I applied online. I interviewed at Capital One in Feb 2021
Interview
I applied for the position online and contacted by the recruiter a couple days later. He sent me an assessment, I completed it and he then forward my application to the Hiring Manager. They schedule a 4-hour long back-to-back interview including 2 technical, a behavior and a case (tech) interview.
The first technical interview was about designing an application that involve a smart meter that send data every minute, tenant can view their OWN usage, and manager can only view usage on building basis.
The second technical interview was a coding challenge. Find least amount of change for the sum. I had a hard time solving this problem to be honest. I prefer to solve it iteratively, but the interviewer insist on solving it recursively. At the end, I couldn't solve it. So I ask if he can provide some pseudo code on how he would've solve it. He refused saying that he's not allowing to????? Ffter I did some googling, I found the answer. Apparently, this is a very common problem and yet he can't allow to share his answer. Whenever an interviewer asked me to solve a problem, I always asked them to solve it afterward. 80% of the time, they can't or they can't walk me through their logics. This is the exact reason why I'm always against whiteboard interview. You do not ask question that you can't solve in the same amount of time under pressure. So I asked him if he can solve the problem iteratively rather than recursive and why recursively when you can solve it iteratively since the input array can be large. He failed to give proper answer since he probably just memorizing the answer instead of understanding it.
Note to interviewer, if you ask whiteboard question, make sure you can solve it in the same amount of time and pressure. Don't pull question out of thin air or I'll embarrass you. The interviewer clearly have no skills in solving the problem since he can't even explain his solution.
The last two were behavior and case study. Pretty common questions.
Overall, the experience was bad. You are interviewed by the people you'll never see again if you get an offer there. What make it worse is the guy who ask technical question were probably pull questions out of leetcode or hackerrank, look at the solution and thought "Yea, the solution is easy enough" without attempting himself. The solution can be simple, but to get to that solution isn't easy.
The technical interviewers were shock when I interviewed them back, I guess they're not used to getting asked during an interview. Remember, interview is two way. I don't like to work people who think they're better because they know the answer beforehand.
My interviewers were all Indian, my experience interviewing with Indian interviewers is that some of them can make you sound like an idiot if you can't find the answer within minutes. However, when I interview them back, they failed to show me that they can do better.
I applied online. The process took 2 weeks. I interviewed at Capital One (Londres, Inglaterra) in Aug 2019
Interview
The hiring process is clearly structured however there is quite a bit of delay between the stages. The interviewer gave enough time to allow adequate answers to be made and the sections were nicely spaced out.
I applied through a staffing agency. I interviewed at Capital One in Mar 2020
Interview
4 rounds with total including initial phone call about the opportunity. Second and third rounds with the team, and the final round with the hiring manager and the lead. Except the first round, the other rounds were about an hour. Pretty much about the technologies experience in the job description and on my resume. Plus some coding.
Interview questions [1]
Question 1
I was given small piece of code, and asked to explain what it does, and what would be the results of given input examples.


> [PROBLEM]: Provide only the number of lines below that hold "Angels".
--- SOURCE MATERIAL Enclosed Below ---
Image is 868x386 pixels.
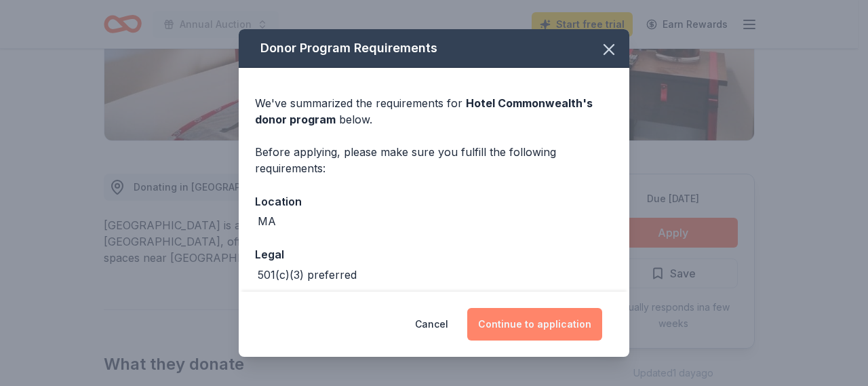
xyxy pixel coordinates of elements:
div: 501(c)(3) preferred [257,266,357,283]
div: MA [257,212,276,229]
div: Donor Program Requirements [239,29,629,68]
div: Location [255,193,613,211]
button: Cancel [415,308,448,340]
button: Continue to application [467,308,602,340]
div: Legal [255,246,613,263]
div: We've summarized the requirements for below. [255,95,613,128]
div: Before applying, please make sure you fulfill the following requirements: [255,144,613,176]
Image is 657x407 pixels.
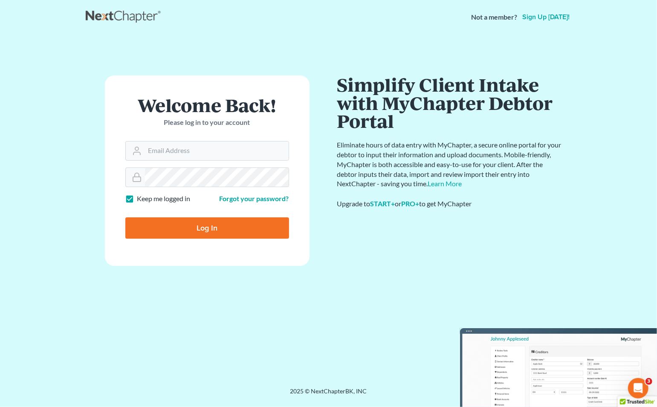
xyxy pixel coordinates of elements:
a: Sign up [DATE]! [521,14,572,20]
strong: Not a member? [472,12,518,22]
span: 3 [646,378,653,385]
input: Log In [125,218,289,239]
a: START+ [371,200,395,208]
h1: Simplify Client Intake with MyChapter Debtor Portal [337,76,564,130]
a: Learn More [428,180,462,188]
input: Email Address [145,142,289,160]
label: Keep me logged in [137,194,191,204]
p: Please log in to your account [125,118,289,128]
div: Upgrade to or to get MyChapter [337,199,564,209]
p: Eliminate hours of data entry with MyChapter, a secure online portal for your debtor to input the... [337,140,564,189]
div: 2025 © NextChapterBK, INC [86,387,572,403]
a: Forgot your password? [220,195,289,203]
iframe: Intercom live chat [628,378,649,399]
a: PRO+ [402,200,420,208]
h1: Welcome Back! [125,96,289,114]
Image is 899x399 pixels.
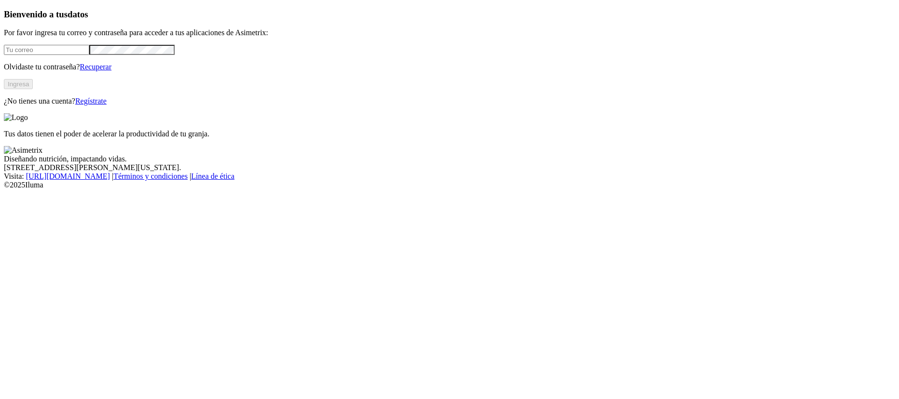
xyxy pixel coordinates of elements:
div: Diseñando nutrición, impactando vidas. [4,155,895,164]
a: Regístrate [75,97,107,105]
a: Términos y condiciones [113,172,188,180]
button: Ingresa [4,79,33,89]
a: Línea de ética [191,172,234,180]
p: Por favor ingresa tu correo y contraseña para acceder a tus aplicaciones de Asimetrix: [4,28,895,37]
div: © 2025 Iluma [4,181,895,190]
p: Tus datos tienen el poder de acelerar la productividad de tu granja. [4,130,895,138]
a: Recuperar [80,63,111,71]
a: [URL][DOMAIN_NAME] [26,172,110,180]
p: ¿No tienes una cuenta? [4,97,895,106]
span: datos [68,9,88,19]
h3: Bienvenido a tus [4,9,895,20]
input: Tu correo [4,45,89,55]
img: Asimetrix [4,146,42,155]
img: Logo [4,113,28,122]
div: [STREET_ADDRESS][PERSON_NAME][US_STATE]. [4,164,895,172]
div: Visita : | | [4,172,895,181]
p: Olvidaste tu contraseña? [4,63,895,71]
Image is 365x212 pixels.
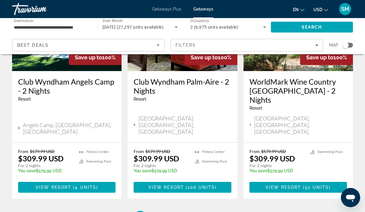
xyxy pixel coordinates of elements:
span: [GEOGRAPHIC_DATA], [GEOGRAPHIC_DATA], [GEOGRAPHIC_DATA] [254,115,347,135]
span: Best Deals [17,43,49,48]
span: Resort [134,97,146,102]
span: Filters [176,43,196,48]
span: en [293,7,299,12]
span: Fitness Center [86,150,109,154]
span: From [249,149,260,154]
span: ( ) [71,185,98,190]
p: $579.99 USD [18,169,73,173]
span: Swimming Pool [318,150,342,154]
span: Search [302,25,322,30]
span: Save up to [306,54,333,61]
span: View Resort [148,185,184,190]
span: Resort [18,97,31,102]
button: View Resort(4 units) [18,182,116,193]
p: For 2 nights [134,163,188,169]
input: Select destination [14,24,90,31]
span: Angels Camp, [GEOGRAPHIC_DATA], [GEOGRAPHIC_DATA] [23,122,116,135]
p: $309.99 USD [18,154,64,163]
button: View Resort(106 units) [134,182,231,193]
p: $579.99 USD [249,169,304,173]
span: From [18,149,28,154]
span: $579.99 USD [261,149,286,154]
button: Change currency [313,5,328,14]
p: $309.99 USD [249,154,295,163]
span: 4 units [75,185,96,190]
span: Swimming Pool [202,160,227,164]
a: WorldMark Wine Country [GEOGRAPHIC_DATA] - 2 Nights [249,77,347,104]
span: 106 units [188,185,215,190]
span: SM [341,6,349,12]
p: For 2 nights [18,163,73,169]
a: Travorium [12,1,72,17]
span: You save [249,169,267,173]
span: $579.99 USD [30,149,55,154]
div: 100% [300,50,353,65]
span: ( ) [184,185,217,190]
span: ( ) [301,185,331,190]
a: Club Wyndham Angels Camp - 2 Nights [18,77,116,95]
mat-select: Sort by [17,42,160,49]
span: Swimming Pool [86,160,111,164]
span: USD [313,7,322,12]
button: View Resort(52 units) [249,182,347,193]
span: 2 (6,975 units available) [190,25,238,30]
a: Getaways Plus [152,7,181,11]
a: Getaways [193,7,213,11]
span: 52 units [305,185,329,190]
span: [DATE] (27,297 units available) [103,25,164,30]
button: Filters [171,39,323,52]
span: From [134,149,144,154]
span: Map [329,41,338,49]
p: $309.99 USD [134,154,179,163]
button: Change language [293,5,304,14]
span: [GEOGRAPHIC_DATA], [GEOGRAPHIC_DATA], [GEOGRAPHIC_DATA] [138,115,231,135]
a: Club Wyndham Palm-Aire - 2 Nights [134,77,231,95]
span: Start Month [103,19,123,23]
span: Resort [249,106,262,111]
button: Search [271,22,353,33]
span: Save up to [191,54,218,61]
iframe: Button to launch messaging window [341,188,360,207]
span: You save [18,169,36,173]
button: User Menu [337,3,353,15]
span: Save up to [75,54,102,61]
span: Fitness Center [202,150,225,154]
span: View Resort [36,185,71,190]
p: For 2 nights [249,163,304,169]
span: You save [134,169,151,173]
div: 100% [69,50,122,65]
span: $579.99 USD [145,149,170,154]
span: View Resort [265,185,301,190]
span: Destination [14,18,33,23]
p: $579.99 USD [134,169,188,173]
span: Occupancy [190,19,209,23]
div: 100% [185,50,237,65]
--- End of Enclosed SOURCE MATERIAL ---
> [EXPECTED ANSWER]: 2